Sunday, June 15, 2008

Pick me up off the floor

I'm shocked!! For the first time ever, I actually agree with fetus fetishizing homophobic lunatic Bill Wartcott on something. Quick... help me to the Fainting Couch and bring on the smelling salts.

Okay, let's get the background on this astonishing development: Last week, there was a story out of Winnipeg about a woman whose children were apprehended by social services. She's allegedly some kind of neo-nazi 'white nationalist' slimebag, so social services decided that her kids were in danger of being brainwashed with hate and removed them from their home:
"A seven-year-old girl and two-year-old boy were seized by Manitoba Child and Family Services this spring due to concerns their father, an alleged neo-Nazi, was filling their minds with hate and marking one child's body with racist graffiti."
This is an alarming story on many levels. Obviously it's not the greatest environment for kids to grow up in, just based on their parents' obvious mental/social issues. But although I hold nazi sympathizers and the like in nothing but contempt, I can't say I agree with state intervention into a private home for any reason short of physical abuse, and this ain't it. Some might consider teaching kids bigotry to be a form of psychological abuse, and it certainly does them no favours emotionally or socially. But the one good thing about bigotry is that, as a learned response, it can also be un-learned, with the help of teachers, friends and the rest of the "village" that it takes to raise a child. Being scooped out of the family home and shunted into the foster care system is more likely to leave permanent scars.

Not only that, but as Mr. Whatcott ironically pointed out in an interview yesterday, it's a slippery slope:
""If you're going to target neo-Nazis who haven't actually hit or sexually abused their children, who's to say conservative Christian evangelicals aren't next? Our views are pretty unpopular," .
He has a good, if somewhat paranoid, point -- although probably not for the reason he thinks. What the government deems an acceptable family environment is largely dependent on the views of those in power. Imagine if Whatcott and his ilk were running things -- as authoritarians of the highest order, they'd think nothing of using the social services apparatus to intervene ("Won't someone think of the children!??") in a home they considered "inappropriate". Like a gay-parented home. Or a home headed by a single feminist mother. Or an atheist home. The list could, and would, go on and on.

Social service agencies have a place in looking out for high-risk kids, but the political views of parents, no matter how odious, can't be considered sufficient risk and reason for the government to remove their children. Unless a child is being physically harmed, the state has no business in his/her home.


§ Task prompt
Where the line containing "The image size" appears below, start there and repeat each line exactly to the end. Leave the pictures out.

··········

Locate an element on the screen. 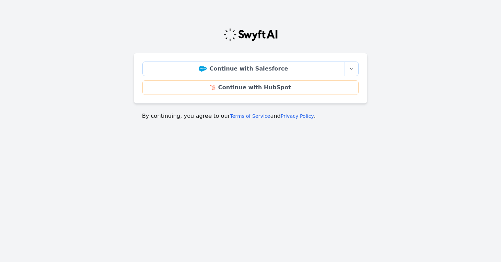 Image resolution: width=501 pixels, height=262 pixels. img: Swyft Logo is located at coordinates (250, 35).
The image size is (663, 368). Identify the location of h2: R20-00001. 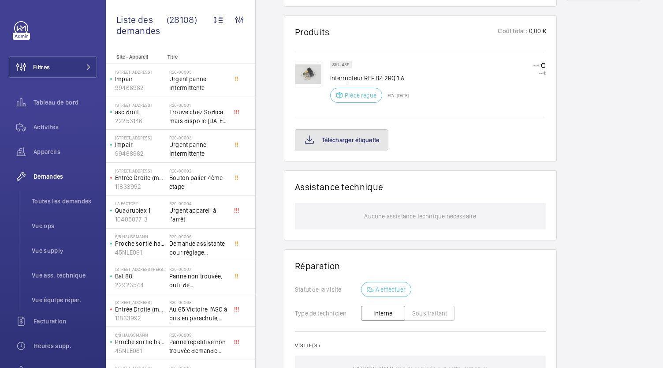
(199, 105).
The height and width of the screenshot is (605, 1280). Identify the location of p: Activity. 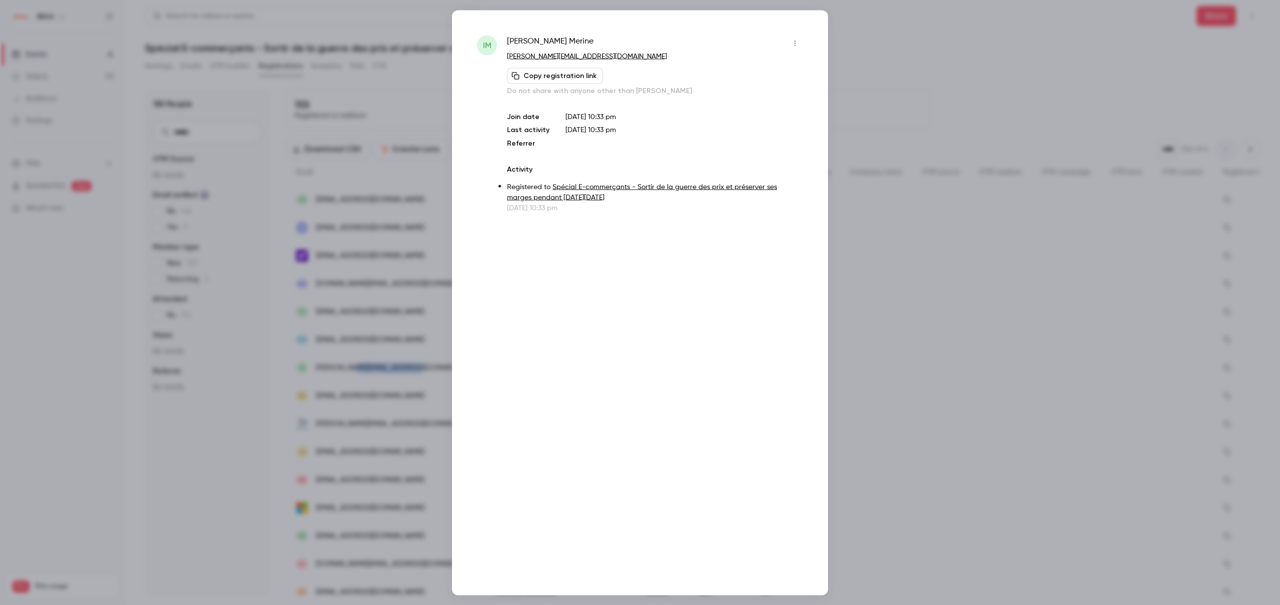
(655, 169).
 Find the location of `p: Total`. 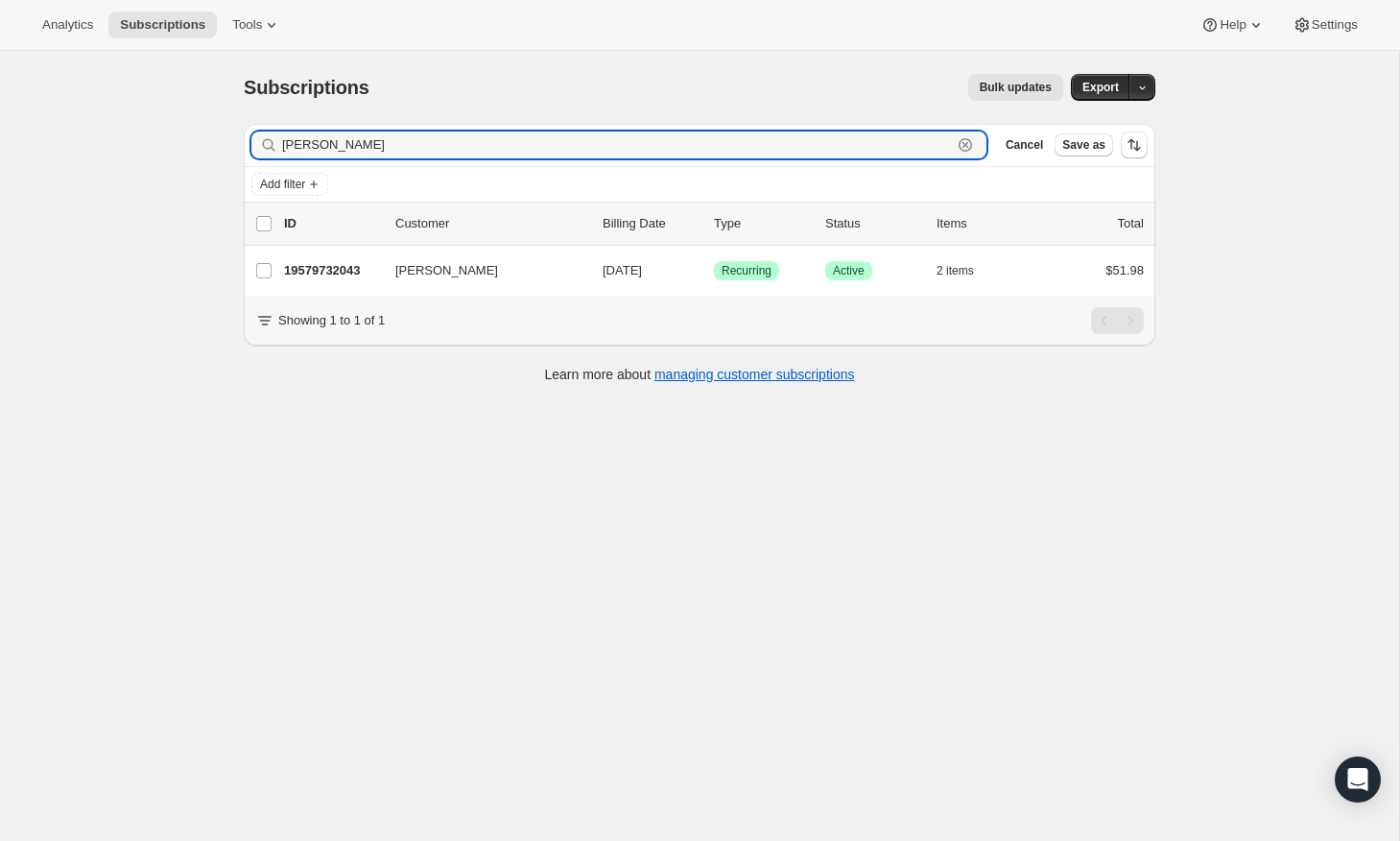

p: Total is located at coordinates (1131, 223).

··········

§ Task answer
The image size is (663, 368). Identify the location of h2: R20-00001. 
(199, 105).
The height and width of the screenshot is (605, 1280). Identify the location of p: Activity. 
(655, 169).
 Find the location of `p: Total`. 

p: Total is located at coordinates (1131, 223).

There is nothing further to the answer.